A Brief History of the Musée de Montmartre

What is the Musée de Montmartre?

Musée de Montmartre is a charming art gallery and museum in Paris that captures the spirit of Montmartre with works by leading figures of the Belle Époque.


Museé de Montmartre

ActuaLitté, CC BY-SA 2.0, via Wikimedia Commons



Musée de Montmartre History


Wandering through the cobbled streets of Montmartre, you will have noticed the traces of its rural past. The old windmills played a central role in the economy of what was until the mid-19th century a village. They were painted (from all angles) by one of Montmartre’s most famous inhabitants, Vincent Van Gogh. Another landmark is harder to spot: the crowded cemetery at Montmartre was fashioned out of an abandoned quarry, which supplied the city with the gypsum used to make plâtre de Paris (or Plaster of Paris).


Montmartre also boasts a small but charming vineyard, just round the corner from this museum. These vines were planted in the 1930s to prevent the land from being redeveloped: under French law vineyards are fiercely protected. But up until Montmartre’s absorption into Paris in the 19th century there had been vineyards here that dated from the Middle Ages. They rapidly disappeared when the area was incorporated into the city of Paris. The New York Times once described Montmartre wine as the ‘most expensive bad wine in the city’. You’ve been warned, but if you’re feeling flush you can decide for yourself.


When Montmartre lay outside Paris, it was exempt from the city’s exorbitant taxes. This made it affordable and attractive to cash-strapped artists and proprietors of bars and clubs. Artists were also drawn to Montmartre’s rustic scenery and the quality of the light (since it was above the smoke of the city). Their presence helped create the legend of Montmartre as a socialist, bohemian artistic haven. The Musée de Montmartre perfectly captures the charm and joie de vivre of the area, with its collection of vibrant works from a generation of local artists that embraced new and ambitious forms of art and expression.


The museum building, the elegant Maison du Bel Air, is over three centuries old and is one of the oldest in the area.

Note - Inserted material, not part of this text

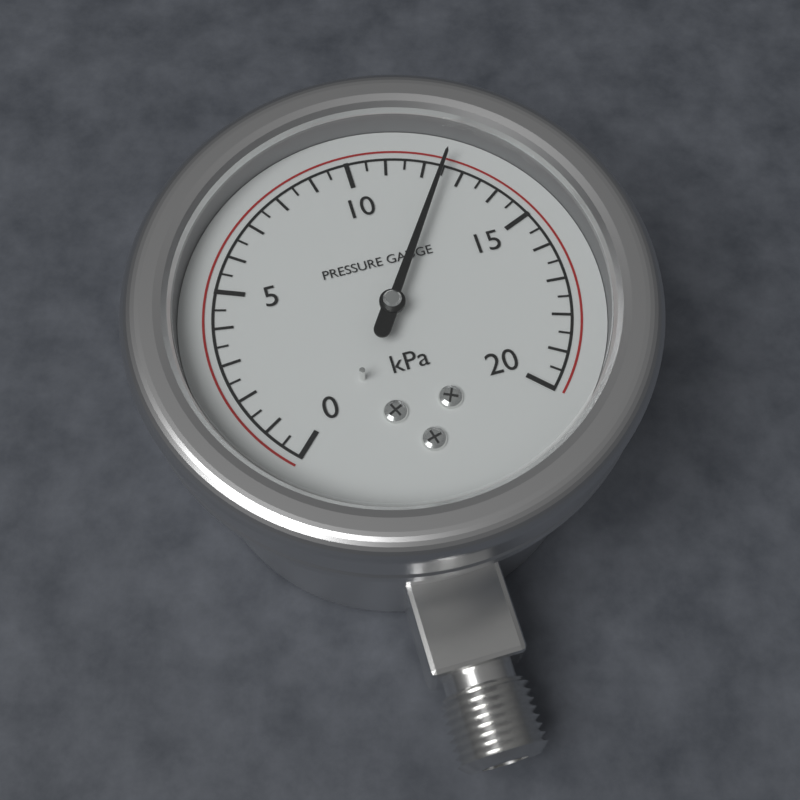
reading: 12.5 kPa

It’s closely associated with the artists of the Belle Époque. In the 1870s, it was occupied by Impressionist painter Pierre-Auguste Renoir. It was here that Renoir produced many of his masterpieces, including La Balançoire (or ‘The Swing’) and Bal du Moulin de la Galette (or ‘Dance at Le Moulin de la Galette’), both of which now live in the Musée d’Orsay.


In 1912, Suzanne Valadon moved into the apartment studio with her husband and son. Unlike her fellow artists, Valadon was a Montmartre native, having moved here as a child. Her mother was an unmarried laundress seeking a fresh start in Paris; she chose Montmartre because it reminded her of their provincial town outside Limoges.


Valadon was a free spirit: she kept two cats in her apartment, whom she described as ‘good Catholics’ and fed caviar on Fridays, as well as a goat, who ate any art that she wasn’t pleased with. She joined the circus as a trapeze artist at the age of 14, until she suffered a devastating back injury six months later. She then began working as an artist’s model and taught herself how to draw in pastels. Her drawings caught the eye of Edgar Degas, who encouraged her to paint in oils, and became a close friend and mentor. Valadon became a respected artist, her paintings providing a much-needed female perspective on the female body within modernist art. Valadon died as she had lived - she suffered a stroke while painting at her easel, in 1938.